Founders constantly ask what a good acquisition cost actually looks like in 2026. The frustrating but honest answer is that a good cost depends entirely on your specific business model. A fifty-dollar acquisition cost is terrible if your software only costs ten dollars a year. A ten-thousand-dollar acquisition cost is fantastic if your software costs fifty thousand dollars a year. However, we can establish clear benchmarks based on your annual contract value and your sales motion.

The Self-Serve Benchmark
If you run a product-led growth company where users sign up, test the product, and enter their credit card without ever speaking to a human being, your acquisition cost must be incredibly low. In this tier, your annual contract value is usually between one hundred and five hundred dollars.

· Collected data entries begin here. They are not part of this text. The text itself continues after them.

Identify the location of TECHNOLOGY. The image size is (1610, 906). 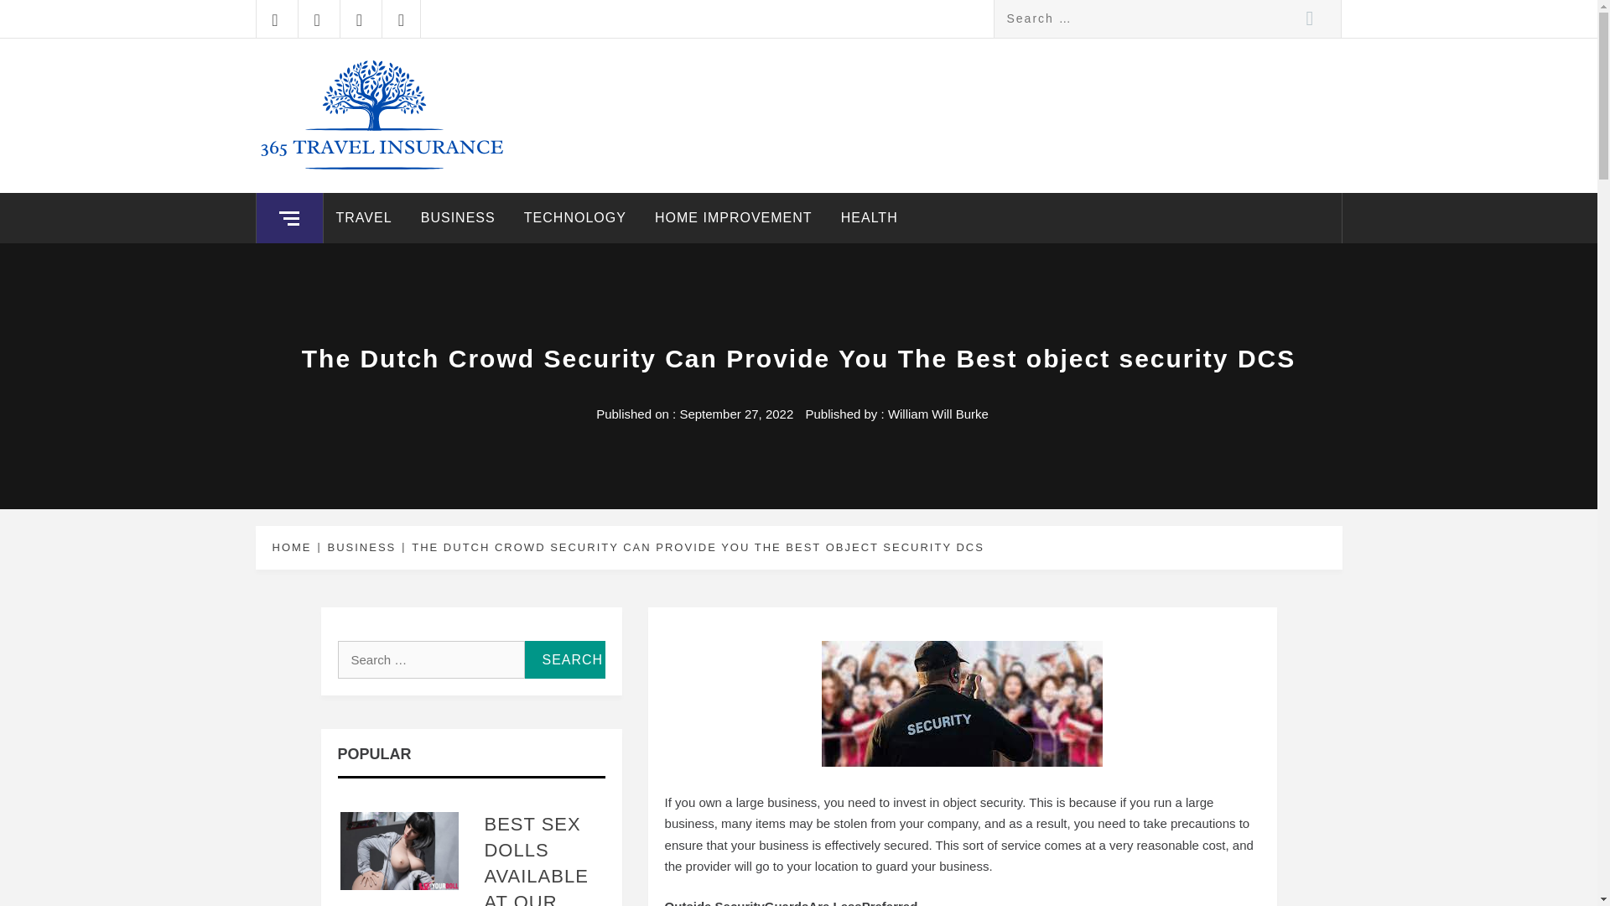
(575, 218). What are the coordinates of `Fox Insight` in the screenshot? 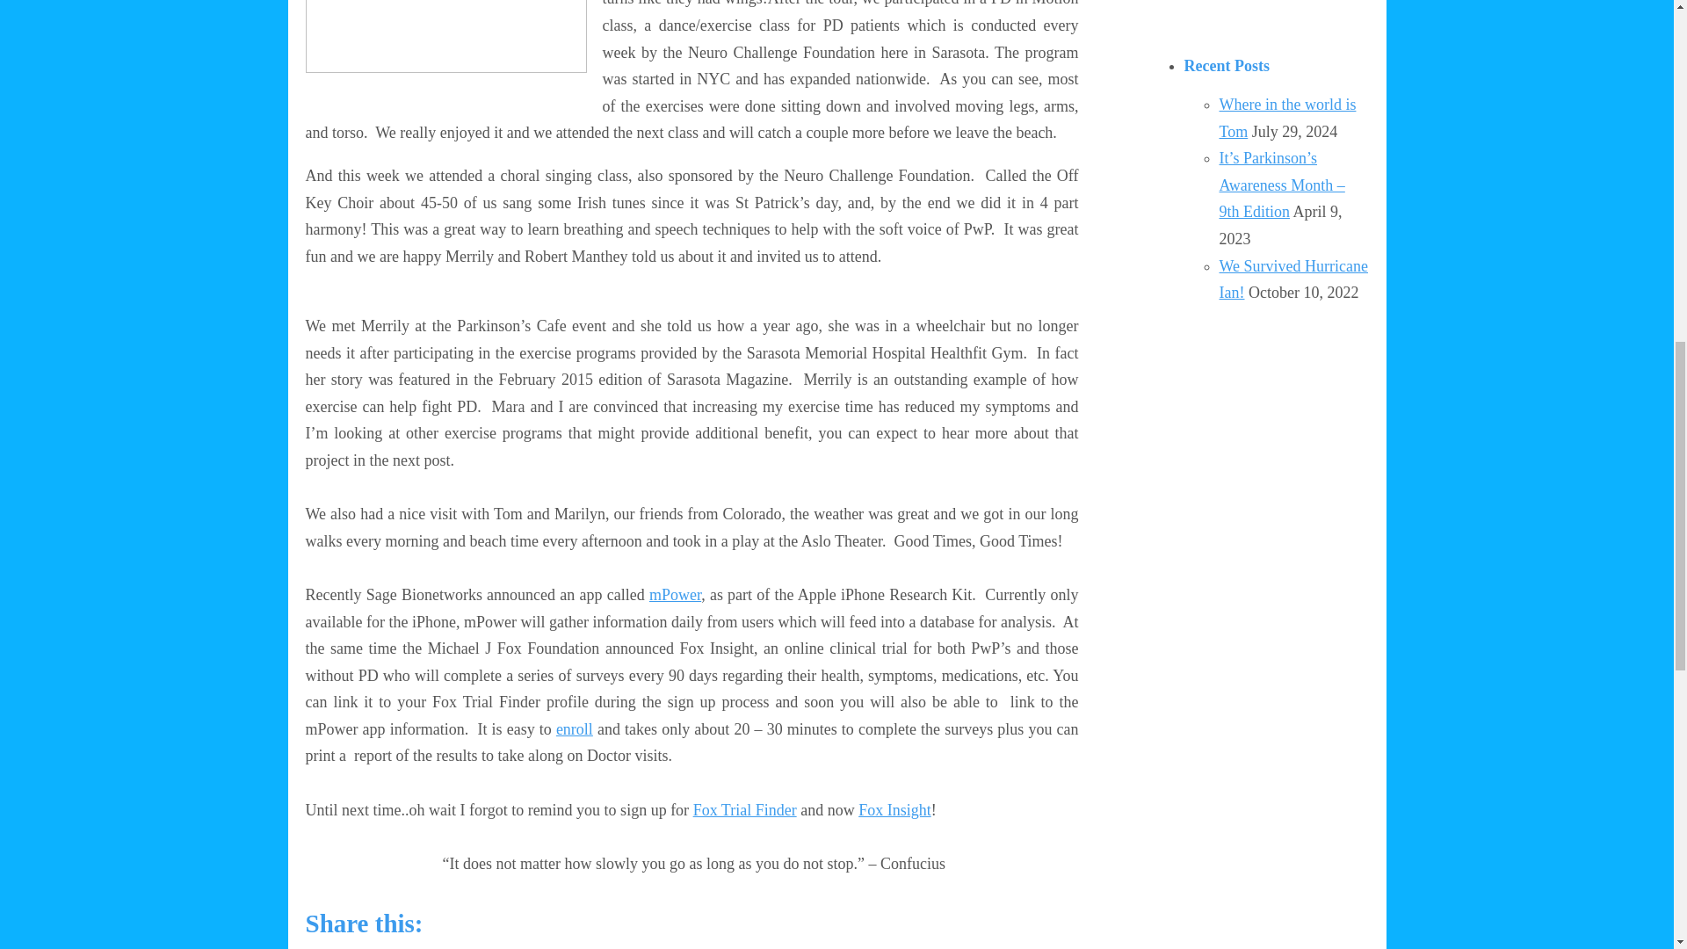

For these self-serve businesses, a healthy acquisition cost in 2026 sits between fifty and one hundred and fifty dollars. To achieve this, you cannot rely heavily on expensive outbound sales teams or premium LinkedIn advertisements. You must rely on organic search engine optimisation, viral product loops, and highly targeted, low-cost social media campaigns.

The Mid Market Benchmark
If your software solves a complex problem for small to medium-sized businesses, your annual contract value likely sits between one thousand and five thousand dollars. In this tier, customers usually require a brief demo and a few follow up emails before they commit to a purchase.

For a mid market software company, a healthy acquisition cost ranges from five hundred to two thousand dollars. Because the revenue is higher, you can afford to run paid search ads on Google, sponsor industry newsletters, and hire junior sales representatives to qualify your inbound leads.

The Enterprise Benchmark
Enterprise software sales involve multiple decision makers, legal reviews, security audits, and sales cycles that can last up to twelve months. Your annual contract value in this tier is typically twenty thousand dollars or more.

In the enterprise space, your acquisition cost can safely range from five thousand to twenty thousand dollars. This massive budget allows you to fly executives to conferences, host expensive dinners, and run highly personalized account based marketing campaigns.

Why Payback Period Matters More
Looking at the raw dollar amount of your acquisition cost is actually dangerous if you ignore your payback period. The payback period is the exact number of months it takes for a new customer to generate enough gross profit to cover the cost of acquiring them.

In 2026, investors want to see a payback period of nine to fifteen months for mid market startups. If it takes you twenty four months to pay back your marketing spend, you will run out of cash before your business ever reaches profitability. You will be forced to raise more capital at terrible valuations just to keep the lights on.

How to Calculate Your True Cost
Most founders accidentally lie to themselves when calculating this metric. They only divide their advertising spend by their new customers. This is completely inaccurate. A true calculation must include the salaries of your entire marketing and sales team, the cost of your marketing software stack, and the creative costs of producing your advertisements.
If you want to know exactly how much you are actually spending to acquire a single user, you should use the Brainito CAC Calculator. This tool helps you factor in all the hidden costs of growth, ensuring you have a perfectly accurate number to present to your board of directors.